What you should do: In the data below, find the line containing "The width and"; transcribe it and each line after it exactly, through the last, skipping pictures.

Data supplied:
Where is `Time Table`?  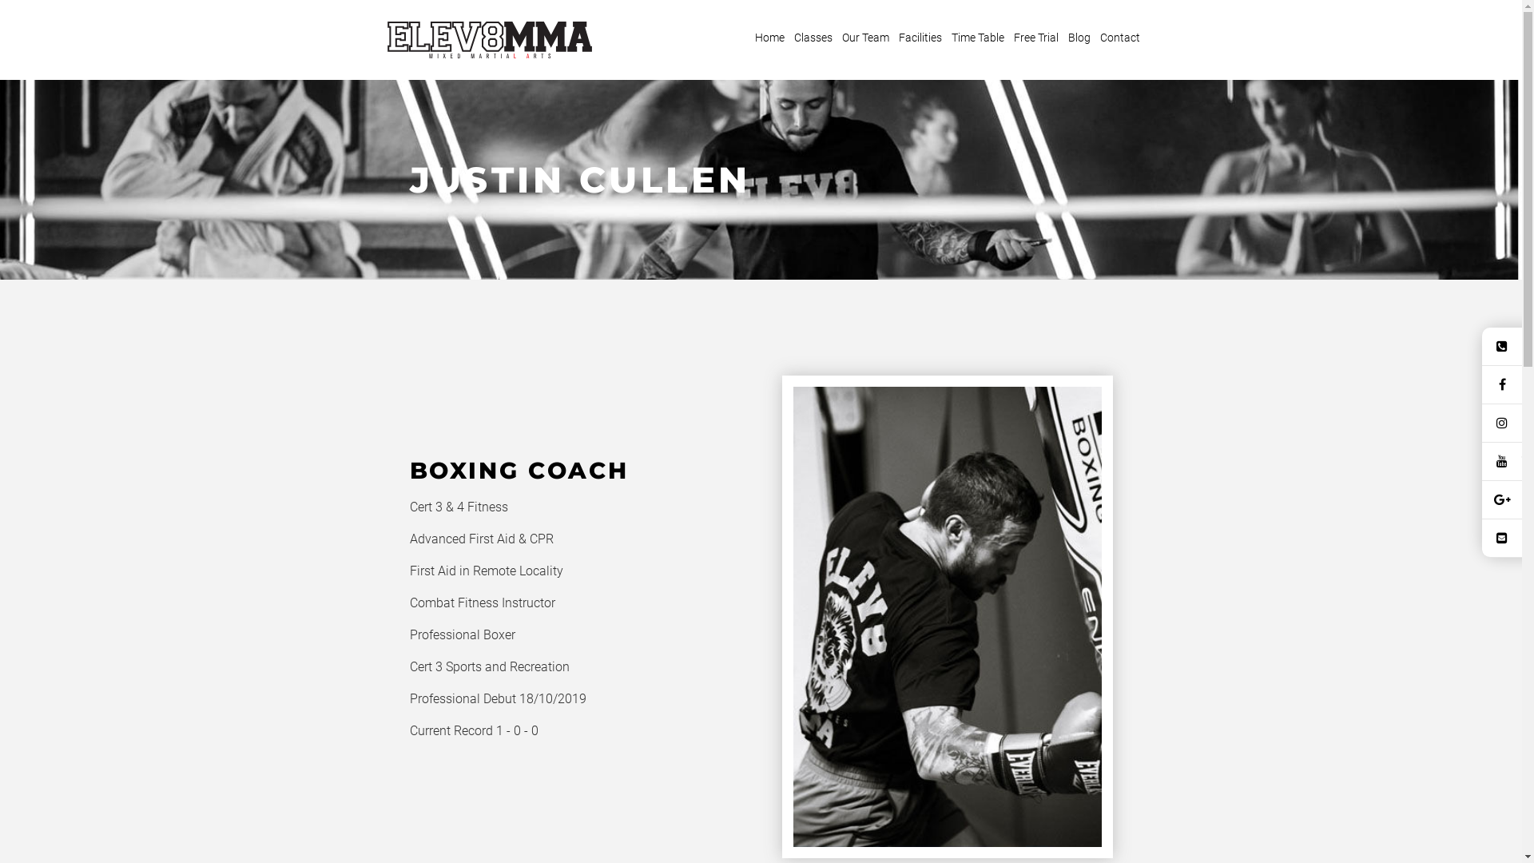
Time Table is located at coordinates (978, 38).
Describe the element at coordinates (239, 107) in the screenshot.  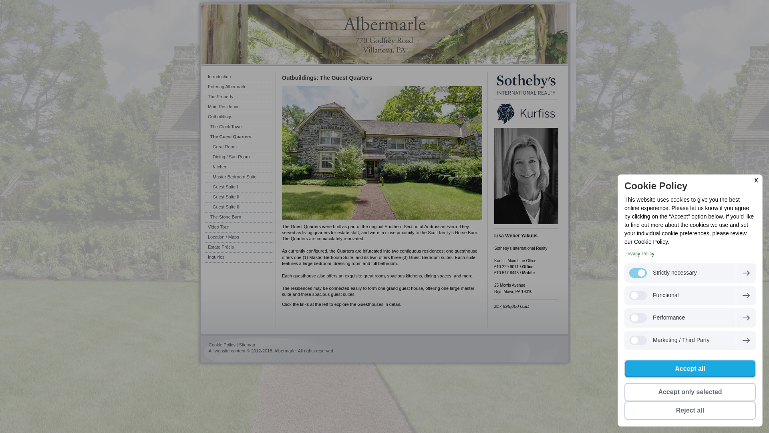
I see `Main Residence` at that location.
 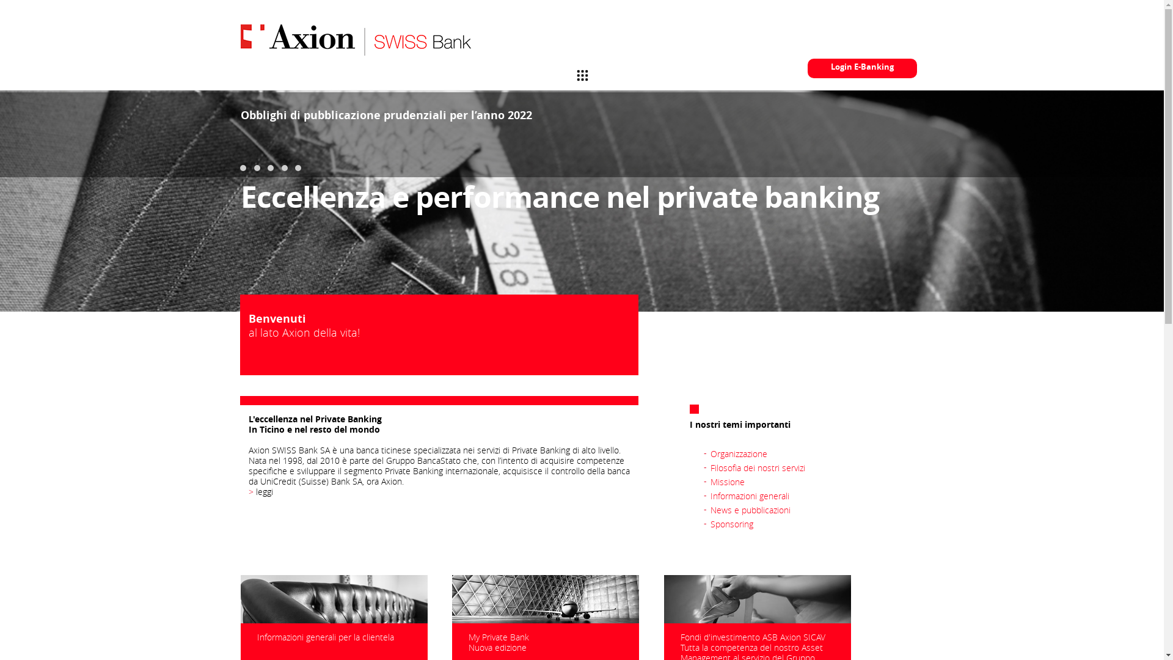 I want to click on Sponsoring, so click(x=732, y=524).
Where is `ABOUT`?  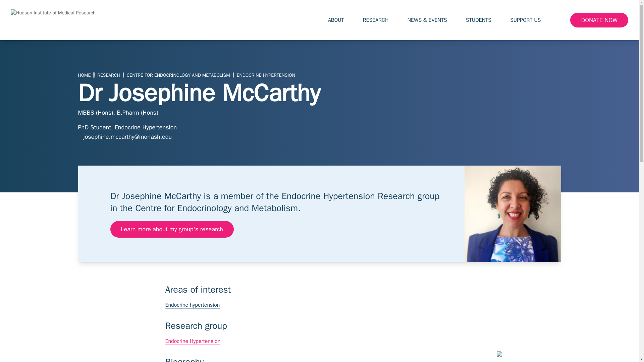 ABOUT is located at coordinates (340, 20).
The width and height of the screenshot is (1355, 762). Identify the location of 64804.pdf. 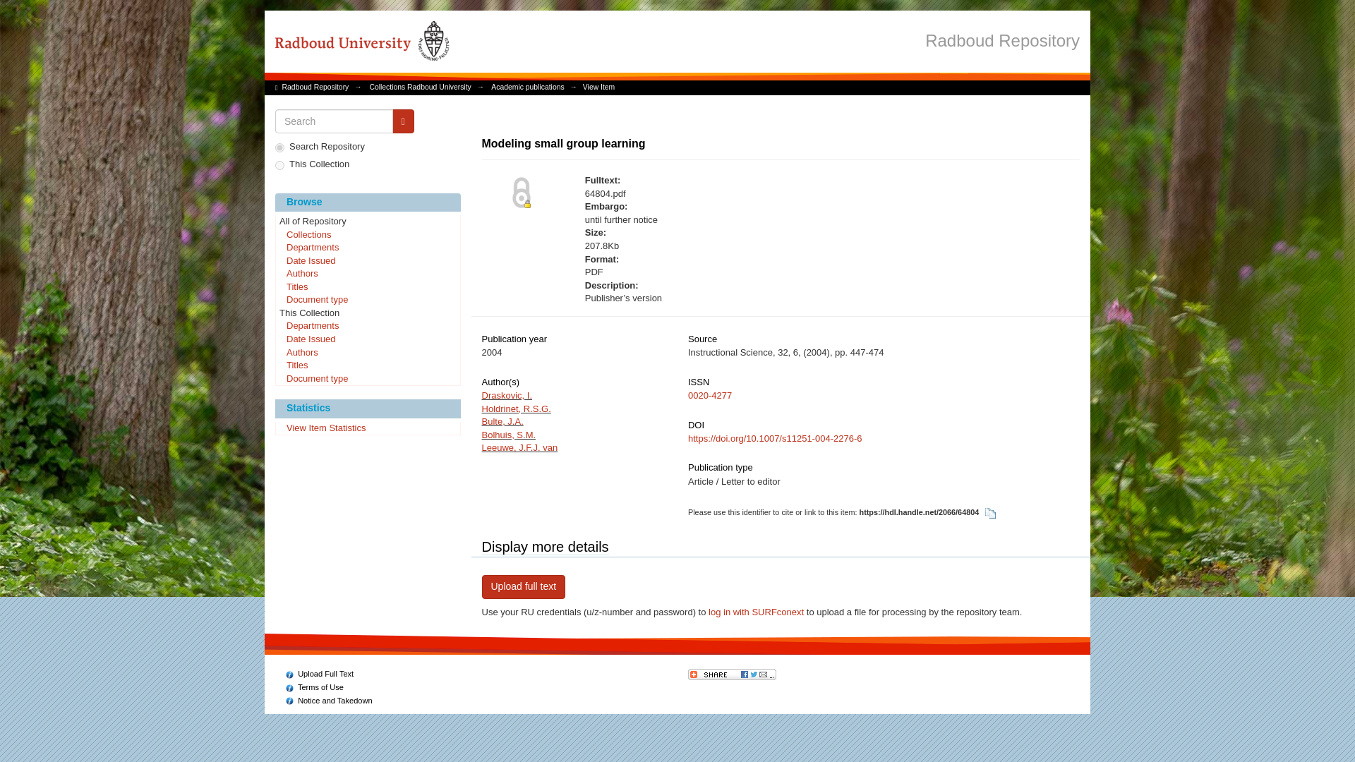
(730, 194).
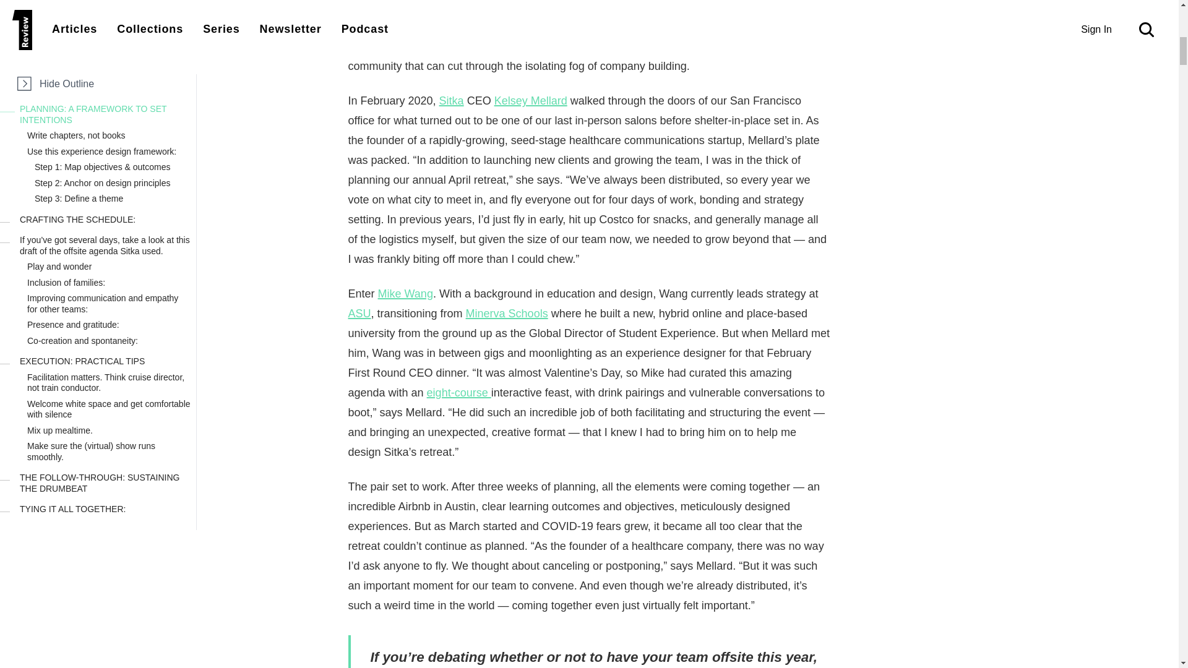 This screenshot has width=1188, height=668. What do you see at coordinates (105, 355) in the screenshot?
I see `THE FOLLOW-THROUGH: SUSTAINING THE DRUMBEAT` at bounding box center [105, 355].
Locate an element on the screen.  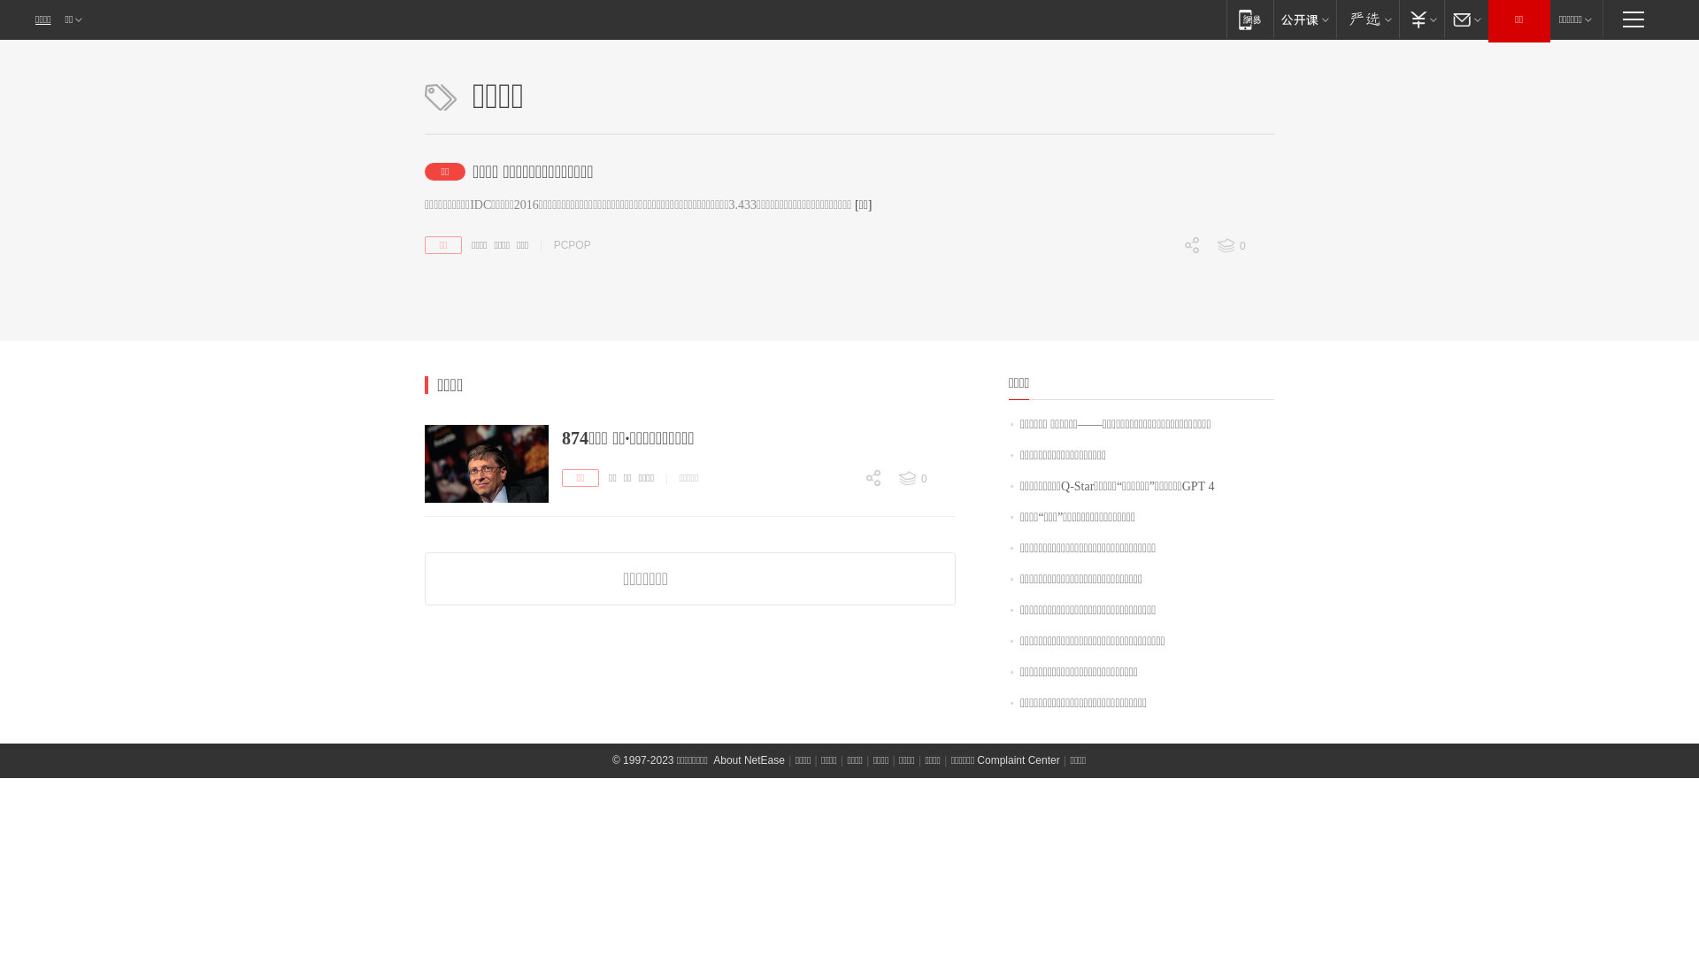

Written response:
The width and height of the screenshot is (1355, 762). Identify the location of 64804.pdf. 
(730, 194).
 This screenshot has width=1188, height=668. What do you see at coordinates (105, 355) in the screenshot?
I see `THE FOLLOW-THROUGH: SUSTAINING THE DRUMBEAT` at bounding box center [105, 355].
Locate an element on the screen.  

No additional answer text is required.